Manchester City overturns 2-year ban from Champions League

Manchester City

Geneva: Manchester City successfully overturned Monday their two-year ban from the Champions League. It was what many consider a surprising legal victory for the club. The Court of Arbitration for Sport (CAS) upheld Manchester City’s appeal against the UEFA ban. However, CAS imposed a 10 million euro fine on the club for failing to cooperate with independent investigators.

Some UEFA allegations accusing City of breaking finance rules dating back several years were ‘time-barred’ the court said. CAS plans to publish a detailed written verdict within days.

The decision by the three judges clears Manchester City to play in the group stage of the Champions League next season. The case does not affect City’s place in this season’s competition, which resumes next month. Manchester City manager Pep Guardiola must have very pleased with the outcome.

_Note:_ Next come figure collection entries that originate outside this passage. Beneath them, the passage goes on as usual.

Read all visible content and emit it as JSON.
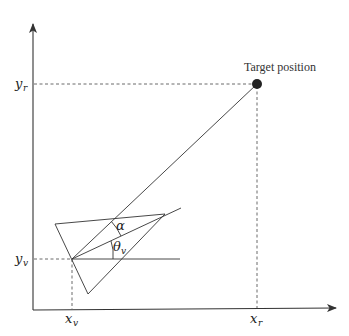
{
  "diagram": {
    "title": "",
    "target_label": "Target position",
    "labels": {
      "y_r": {
        "base": "y",
        "sub": "r"
      },
      "y_v": {
        "base": "y",
        "sub": "v"
      },
      "x_v": {
        "base": "x",
        "sub": "v"
      },
      "x_r": {
        "base": "x",
        "sub": "r"
      },
      "alpha": "α",
      "theta_v": {
        "base": "θ",
        "sub": "v"
      }
    },
    "colors": {
      "stroke": "#333333",
      "target_dot": "#222222",
      "background": "#ffffff"
    },
    "points": {
      "origin": [
        33,
        310
      ],
      "vehicle": [
        72,
        259
      ],
      "target": [
        257,
        84
      ],
      "triangle": [
        [
          55,
          224
        ],
        [
          165,
          214
        ],
        [
          88,
          294
        ]
      ]
    }
  }
}
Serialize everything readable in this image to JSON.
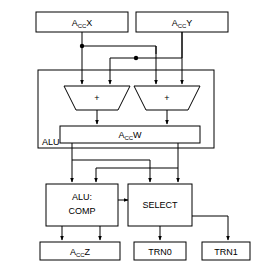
{
  "diagram": {
    "type": "block-diagram",
    "colors": {
      "background": "#ffffff",
      "stroke": "#000000",
      "fill": "#ffffff"
    },
    "registers": {
      "x": {
        "prefix": "A",
        "subscript": "CC",
        "suffix": "X"
      },
      "y": {
        "prefix": "A",
        "subscript": "CC",
        "suffix": "Y"
      },
      "w": {
        "prefix": "A",
        "subscript": "CC",
        "suffix": "W"
      },
      "z": {
        "prefix": "A",
        "subscript": "CC",
        "suffix": "Z"
      }
    },
    "group": {
      "alu_label": "ALU"
    },
    "adders": {
      "left_op": "+",
      "right_op": "+"
    },
    "units": {
      "comp_line1": "ALU:",
      "comp_line2": "COMP",
      "select": "SELECT"
    },
    "outputs": {
      "trn0": "TRN0",
      "trn1": "TRN1"
    }
  }
}
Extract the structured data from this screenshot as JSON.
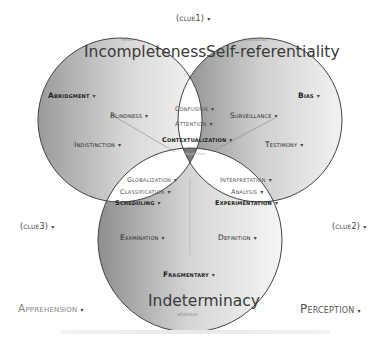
{
  "diagram": {
    "type": "venn",
    "sets": [
      {
        "id": "left",
        "title": "Incompleteness",
        "subtitle": "effort",
        "items": [
          "Abridgment",
          "Blindness",
          "Indistinction"
        ]
      },
      {
        "id": "right",
        "title": "Self-referentiality",
        "subtitle": "motivation",
        "items": [
          "Bias",
          "Surveillance",
          "Testimony"
        ]
      },
      {
        "id": "bottom",
        "title": "Indeterminacy",
        "subtitle": "attention",
        "items": [
          "Examination",
          "Definition",
          "Fragmentary"
        ]
      }
    ],
    "intersections": {
      "left_right": [
        "Confusion",
        "Attention",
        "Contextualization"
      ],
      "left_bottom": [
        "Globalization",
        "Classification",
        "Scheduling"
      ],
      "right_bottom": [
        "Interpretation",
        "Analysis",
        "Experimentation"
      ],
      "center": "illegible text"
    },
    "clues": {
      "clue1": "(clue1)",
      "clue2": "(clue2)",
      "clue3": "(clue3)"
    },
    "outer_labels": {
      "left": "Apprehension",
      "right": "Perception"
    },
    "dropdown_arrow": "▾"
  }
}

Man City’s legal win guarantees tens of millions of dollars in UEFA prize money next season. It also protects against players leaving to seek Champions League action with another club. Guardiola had pledged to stay in Manchester City ‘no matter what happens’ in the courts.

“The club welcomes the implications of today’s ruling. It is a validation of the club’s position and the body of evidence it was able to present,” City said in a statement.

UEFA punished Man City in February for ‘serious breaches’ of finance monitoring rules and failing to cooperate with investigators. The allegations included that Manchester City misled UEFA over several years to meet financial integrity rules. City denied wrongdoing, and said it had ‘irrefutable evidence’ the claims were not true.

“The CAS award emphasised that most of the alleged breaches reported by the Adjudicatory Chamber of the (UEFA club finance panel) were either not established or time-barred,” the court said. The club’s victory win will raise doubts about the future of the UEFAs Financial Fair Play programme, created in 2009.

Man City joins Paris Saint-Germain and AC Milan in defeating UEFA at CAS in the past two years.

UEFA-appointed investigators opened a case after leaked club emails and documents from City were published by German magazine ‘Der Spiegel’. The magazine published the documents in November 2018. They were likely obtained by a hacker from Portugal.

The published evidence appeared to show City deceived UEFA by overstating sponsorship deals from 2012-16. It hid the source of revenue linked to state-backed companies in Abu Dhabi. City never disputed the documents were authentic, but argued the evidence was stolen and reported out of context.

UEFA could choose to challenge the CAS ruling at Switzerland’s Supreme Court. Federal appeals in CAS cases rarely succeed and only consider narrow grounds of legal procedure.